BOULDER DARTER
SCIENTIFIC NAME: Etheostoma wapiti
CHARACTERISTICS: The body of breeding males is olive to gray; the posterior half has 10 to 14 distinctive horizontal stripes between scale rows. The head, venter, breast, and prepectoral areas are also grayish, while the throat area is blue. The spiny and soft dorsal fins and caudal fin are dark gray with a thin black margin and pale yellow submarginal band. Etheostoma wapiti can be confused with the redline darter, E. rufilineatum, and thebluebreast darter, E. camurum.The boulder darter lacks the distinctive bars associated with the eye and cheek of E. rufilineatum, and it has 13 to 14 dorsal fin spines compared to the 11 to 12 of E. camurum. The spiny dorsal fin of E. wapiti is longer than but not as high as that in E. camurum.
ADULT SIZE: 1.7 to 2.8 in (43 to 70 mm)
DISTRIBUTION: Extant populations of this species are known from a small mainstem section of the Elk River along the Alabama-Tennessee state line and from two large Elk River tributaries in Tennessee. In 1993 we collected and released boulder darters at three locations in the Elk River, all upstream of Alabama Highway 127 in Limestone County. The type locality of the species is Shoal Creek in Lauderdale County; However, no specimens have been observed there since 1884.
HABITAT AND BIOLOGY: Boulder darters appear restricted to swift riffles over fractured limestone cobble and to fast chutes with gravel and small cobble substrates. We collected individuals in the same net haul with E. camurum and E. rufilineatum. Little is known of boulder darter life history; however, as in other Nothonotus, spawning likely occurs in late April and May. Food items include aquatic insect larvae and other riffle-dwelling invertebrates.
REMARKS: The type locality for the boulder darter is Shoal Creek (exact location unknown), Lauderdale County, Alabama. The bouler darter is listed as an endangered species by the U.S. Fish and Wildlife Service.
ORIGINAL DESCRIPTION: Etnier and Williams described the boulder darter in 1989.
ETYMOLOGY:
Etheostoma means strain mouth, possibly referring to the small mouth.
Wapiti comes from the Cherokee word for elk, in reference to the Elk River.
The copyrighted information above is from Fishes of Alabama and the Mobile Basin.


__WHAT THIS TASK INVOLVES__:
Every line with "elements" in it should be copied from the data.

*** Block opens ***

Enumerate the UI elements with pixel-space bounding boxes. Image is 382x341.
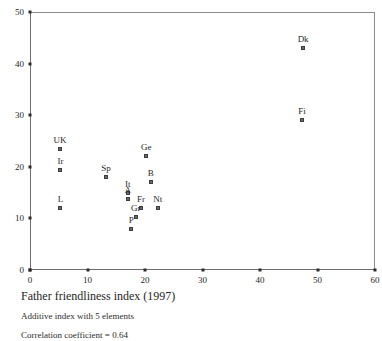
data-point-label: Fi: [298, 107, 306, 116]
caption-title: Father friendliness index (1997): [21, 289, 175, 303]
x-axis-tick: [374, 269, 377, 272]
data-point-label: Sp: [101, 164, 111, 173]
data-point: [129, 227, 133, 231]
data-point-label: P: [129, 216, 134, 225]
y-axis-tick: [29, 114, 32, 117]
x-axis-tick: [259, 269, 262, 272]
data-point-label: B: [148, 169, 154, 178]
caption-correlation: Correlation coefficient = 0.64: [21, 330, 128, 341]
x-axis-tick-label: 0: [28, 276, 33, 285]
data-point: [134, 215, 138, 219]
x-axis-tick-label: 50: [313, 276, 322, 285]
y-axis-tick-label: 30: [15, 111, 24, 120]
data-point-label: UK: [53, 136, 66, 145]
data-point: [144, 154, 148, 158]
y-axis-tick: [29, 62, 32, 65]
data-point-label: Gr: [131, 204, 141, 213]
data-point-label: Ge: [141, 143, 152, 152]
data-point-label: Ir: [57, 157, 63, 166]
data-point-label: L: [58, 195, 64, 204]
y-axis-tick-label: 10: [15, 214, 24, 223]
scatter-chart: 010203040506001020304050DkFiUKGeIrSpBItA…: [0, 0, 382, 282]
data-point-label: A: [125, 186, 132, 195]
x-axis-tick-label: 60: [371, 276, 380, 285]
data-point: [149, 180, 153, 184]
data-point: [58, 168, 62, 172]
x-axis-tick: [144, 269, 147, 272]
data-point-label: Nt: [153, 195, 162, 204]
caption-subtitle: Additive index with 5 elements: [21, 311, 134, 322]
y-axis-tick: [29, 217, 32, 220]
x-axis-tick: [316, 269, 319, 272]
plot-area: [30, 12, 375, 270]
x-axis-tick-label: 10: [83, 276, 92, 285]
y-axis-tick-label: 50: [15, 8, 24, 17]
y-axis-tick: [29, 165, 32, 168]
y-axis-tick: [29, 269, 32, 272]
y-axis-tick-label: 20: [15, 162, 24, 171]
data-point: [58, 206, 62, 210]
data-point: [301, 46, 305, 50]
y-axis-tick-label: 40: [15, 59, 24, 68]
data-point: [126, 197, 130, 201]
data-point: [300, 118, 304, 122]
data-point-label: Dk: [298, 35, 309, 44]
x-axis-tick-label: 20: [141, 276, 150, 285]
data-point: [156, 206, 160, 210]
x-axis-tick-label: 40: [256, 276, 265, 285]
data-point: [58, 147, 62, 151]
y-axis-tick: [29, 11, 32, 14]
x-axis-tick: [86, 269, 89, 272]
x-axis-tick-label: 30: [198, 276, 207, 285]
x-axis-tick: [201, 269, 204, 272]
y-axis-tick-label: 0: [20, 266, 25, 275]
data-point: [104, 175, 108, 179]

*** Block closes ***

__ANSWER SECTION__:
Enumerate the UI elements with pixel-space bounding boxes. Image is 382x341.
caption-subtitle: Additive index with 5 elements: [21, 311, 134, 322]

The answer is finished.